Display:
There's a particular UK problem here, in that Britain, from the mid-eighties through the 'nineties, developed a mass dumping-ground for the long-term unemployed in the Incapacity Benefit rolls (see Soundbite Statistics). It was a great wheeze as long as it lasted, because it allowed the government to claim amazing results on the employment scene (IB beneficiaries are not counted as officially unemployed), and, especially, to have got rid of... long-term unemployment.

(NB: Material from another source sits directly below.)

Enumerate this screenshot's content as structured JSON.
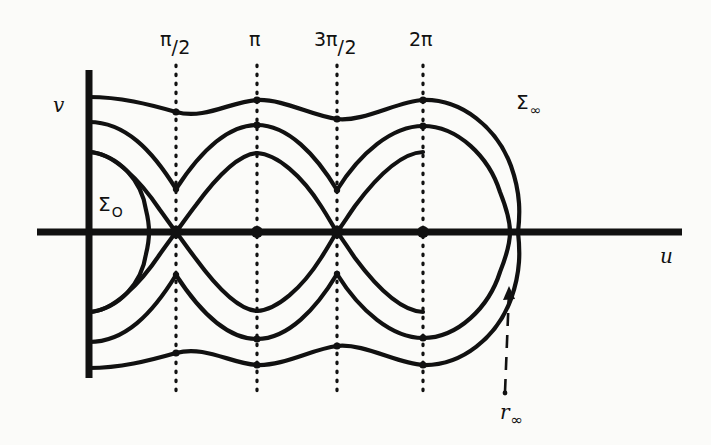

It couldn't be hidden for ever, though. The OECD, usually so full of praise for the UK's competitive economy, has done some repeated finger-wagging about it, and under Broon of the Manse the government decided to get some "back-to-work" stuff going. See that nonsense about "fast-tracking" people into jobs "we know exist". The problem is that most of the long-term unemployed on IB are in wiped-out former industrial regions where the jobs don't exist - and these are mostly people whose financial and psychological energy won't run to a relocation in South-East England. Thirty years of concentration of the economy on London, aka the Anglo Disease, have taken their toll. The way to get people "back to work", is to create jobs they can realistically take on where they are.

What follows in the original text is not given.